The title was “Cause Unknown” and the author was Edward Dowd, a highly-successful former Wall Street fund manager who had become a vocal public critic of the Covid vaccines in 2021. Although only released in mid-December and priced at a hefty $34.99, the book has already become quite successful, currently ranked #274 across all of Amazon’s millions of selections, while also having touched the #1 spot in the specific categories of virology, immunity, and vaccinations.

Kennedy contributed the Foreword, but the style and presentation was nearly polar-opposite to his own. The 2020 Kennedy book had consisted almost entirely of text, with its unusually narrow margins used to squeeze hundreds of thousands of words into just 450 pages, while lacking any index or even chapter-headings and having a stark cover of pure text.

In sharp contrast, the much shorter Dowd book was overflowing with the images of extracted news clips and photos, featuring hundreds of the alleged victims of the Covid vaccine.
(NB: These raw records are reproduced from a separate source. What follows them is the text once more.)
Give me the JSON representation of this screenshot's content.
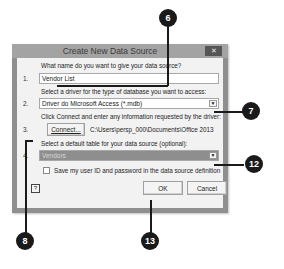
{
  "dialog": {
    "title": "Create New Data Source",
    "close_icon": "close-icon",
    "steps": [
      {
        "number": "1.",
        "prompt": "What name do you want to give your data source?",
        "value": "Vendor List"
      },
      {
        "number": "2.",
        "prompt": "Select a driver for the type of database you want to access:",
        "value": "Driver do Microsoft Access (*.mdb)"
      },
      {
        "number": "3.",
        "prompt": "Click Connect and enter any information requested by the driver:",
        "button_label": "Connect...",
        "path": "C:\\Users\\persp_000\\Documents\\Office 2013"
      },
      {
        "number": "4.",
        "prompt": "Select a default table for your data source (optional):",
        "value": "Vendors"
      }
    ],
    "save_checkbox_label": "Save my user ID and password in the data source definition",
    "save_checkbox_checked": false,
    "help_label": "?",
    "ok_label": "OK",
    "cancel_label": "Cancel",
    "colors": {
      "titlebar": "#a3a3a3",
      "content": "#f2f2f2",
      "selected_combo": "#8e8e8e",
      "callout": "#1a1a1a"
    }
  },
  "callouts": [
    {
      "label": "6"
    },
    {
      "label": "7"
    },
    {
      "label": "12"
    },
    {
      "label": "8"
    },
    {
      "label": "13"
    }
  ]
}
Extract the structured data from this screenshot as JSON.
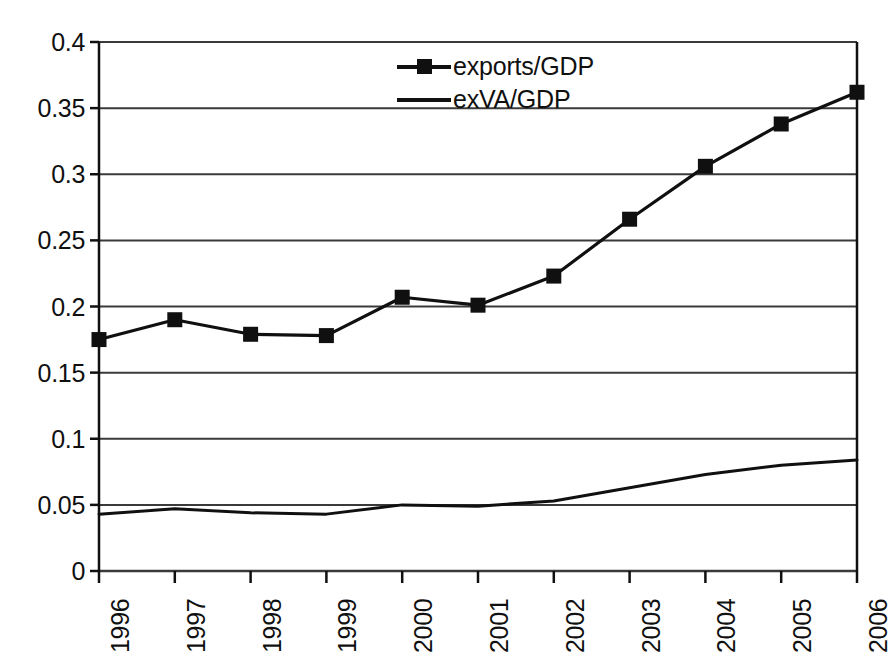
{
  "chart_data": {
    "type": "line",
    "title": "",
    "xlabel": "",
    "ylabel": "",
    "categories": [
      "1996",
      "1997",
      "1998",
      "1999",
      "2000",
      "2001",
      "2002",
      "2003",
      "2004",
      "2005",
      "2006"
    ],
    "x": [
      1996,
      1997,
      1998,
      1999,
      2000,
      2001,
      2002,
      2003,
      2004,
      2005,
      2006
    ],
    "series": [
      {
        "name": "exports/GDP",
        "marker": "filled-square",
        "color": "#101010",
        "values": [
          0.175,
          0.19,
          0.179,
          0.178,
          0.207,
          0.201,
          0.223,
          0.266,
          0.306,
          0.338,
          0.362
        ]
      },
      {
        "name": "exVA/GDP",
        "marker": "none",
        "color": "#101010",
        "values": [
          0.043,
          0.047,
          0.044,
          0.043,
          0.05,
          0.049,
          0.053,
          0.063,
          0.073,
          0.08,
          0.084
        ]
      }
    ],
    "ylim": [
      0,
      0.4
    ],
    "ytick_step": 0.05,
    "yticks": [
      "0.4",
      "0.35",
      "0.3",
      "0.25",
      "0.2",
      "0.15",
      "0.1",
      "0.05",
      "0"
    ],
    "ytick_values": [
      0.4,
      0.35,
      0.3,
      0.25,
      0.2,
      0.15,
      0.1,
      0.05,
      0
    ],
    "grid": "horizontal",
    "legend_position": "inside-top-center",
    "xtick_rotation": -90
  },
  "legend": {
    "items": [
      {
        "label": "exports/GDP",
        "key": "line-with-square-marker"
      },
      {
        "label": "exVA/GDP",
        "key": "plain-line"
      }
    ]
  },
  "colors": {
    "series": "#101010",
    "grid": "#3a3a3a",
    "axis": "#101010",
    "background": "#ffffff"
  }
}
The physical quality was extremely high, including the heavy use of colorful graphs and charts, all tastefully arranged, and the design of the glossy pages had the lavish feel of a coffee-table style book but applied those high production values to a grim subject. Nearly all the news clips and quotes were coupled with scan-codes, allowing the reader to easily verify their original source, the first time I’d ever seen such that innovative feature so widely used in a printed volume.

Books are published for many different reasons, and I’m sure that the outrage of the anti-vaxxing community will be stoked by the hundreds of photos and news stories of youthful individuals or successful athletes unexpectedly struck down during the last couple of years, often felled by fatal heart attacks or strokes. Such readers will probably follow the author in automatically blaming the vaccines for this calamity, but as a skeptic of such theories, I was left completely unconvinced.
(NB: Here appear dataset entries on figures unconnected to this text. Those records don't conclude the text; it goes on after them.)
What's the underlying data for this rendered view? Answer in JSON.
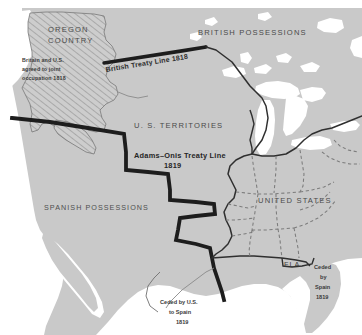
{
  "map": {
    "title": "United States Territorial Boundaries 1818-1819",
    "canvas": {
      "width": 362,
      "height": 335
    },
    "colors": {
      "land": "#c9c9c9",
      "water": "#ffffff",
      "page_background": "#ffffff",
      "boundary_heavy": "#1d1d1d",
      "boundary_thin": "#333333",
      "state_dashed": "#7d7d7d",
      "hatch_line": "#9a9a9a",
      "label_text": "#4a4a4a",
      "note_text": "#3a3a3a"
    },
    "regions": [
      {
        "id": "oregon-country",
        "label": "OREGON COUNTRY",
        "label_lines": [
          "OREGON",
          "COUNTRY"
        ],
        "fill": "hatched",
        "note": "Britain and U.S. agreed to joint occupation 1818",
        "note_lines": [
          "Britain and U.S.",
          "agreed to joint",
          "occupation 1818"
        ]
      },
      {
        "id": "british-possessions",
        "label": "BRITISH POSSESSIONS",
        "fill": "land"
      },
      {
        "id": "us-territories",
        "label": "U. S. TERRITORIES",
        "fill": "land"
      },
      {
        "id": "spanish-possessions",
        "label": "SPANISH POSSESSIONS",
        "fill": "land"
      },
      {
        "id": "united-states",
        "label": "UNITED STATES",
        "fill": "land"
      },
      {
        "id": "florida",
        "label": "FLA.",
        "fill": "land",
        "note": "Ceded by Spain 1819",
        "note_lines": [
          "Ceded",
          "by",
          "Spain",
          "1819"
        ]
      }
    ],
    "boundaries": [
      {
        "id": "british-treaty-line-1818",
        "label": "British Treaty Line 1818",
        "style": "heavy-solid",
        "rotation_deg": -10.5
      },
      {
        "id": "adams-onis-treaty-line-1819",
        "label_lines": [
          "Adams–Onis Treaty Line",
          "1819"
        ],
        "label": "Adams-Onis Treaty Line 1819",
        "style": "heavy-stepped"
      },
      {
        "id": "mississippi-boundary",
        "style": "thin-solid"
      },
      {
        "id": "state-boundaries",
        "style": "dashed"
      }
    ],
    "annotations": [
      {
        "id": "ceded-by-us-to-spain",
        "lines": [
          "Ceded by U.S.",
          "to Spain",
          "1819"
        ],
        "text": "Ceded by U.S. to Spain 1819"
      }
    ]
  }
}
Billions around the world have been vaccinated against Covid, including at least a couple of hundred million Americans, and even the most ardent vaccine advocates would admit there would have been some who suffered ill-effects. Almost none of the cases cited in the book can be definitely ascribed to the vaccines, but even if every single example had that cause, the numbers involved would be totally negligible, perhaps a thousand deaths out of more than 220 million vaccinated Americans. When considering public health issues, we must rely upon statistics, and based upon my simple examination, the evidence hardly supports the book’s conclusions, instead pointing in an entirely different direction.
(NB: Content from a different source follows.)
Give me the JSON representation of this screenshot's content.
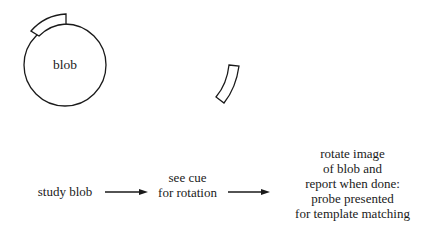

Near the beginning of Dowd’s Introduction he emphasized the huge rise in American mortality over the last couple of years, noting that during the latter half of 2021, the death rate for people of working age (18-64) was 40% higher than for previous years, an unprecedented increase that I’ve seen widely quoted across the media. But surely this is exactly what we would expect to see during a massive epidemic, and although he claims that most of those deaths were not directly attributed to Covid itself, it is easy to imagine that the virus might still have been the ultimate cause in many of the cases.

In particular, there is a great deal of evidence that individuals infected by Covid can have serious, lingering health problems long afterward—the so-called “Long Covid” syndrome—and if these conditions eventually lead to early death many weeks or months later, the lack of current Covid symptoms might easily produced a different diagnosis. Dowd explicitly dismisses that possibility “because we know that COVID is not a significant cause of death in young people”—but we don’t actually know that, only that the virus is far more dangerous to the elderly. The same question similarly applies to the widespread rise in disability claims that the author also mentioned.

Thus, while it’s certainly possible that the hundreds of mysterious deaths documented in the book were due to Covid vaccinations, it seems equally possible that they were due to the lingering aftermath of the Covid infection itself. The best means of separating out the two effects is to consider the timing of those increased fatalities.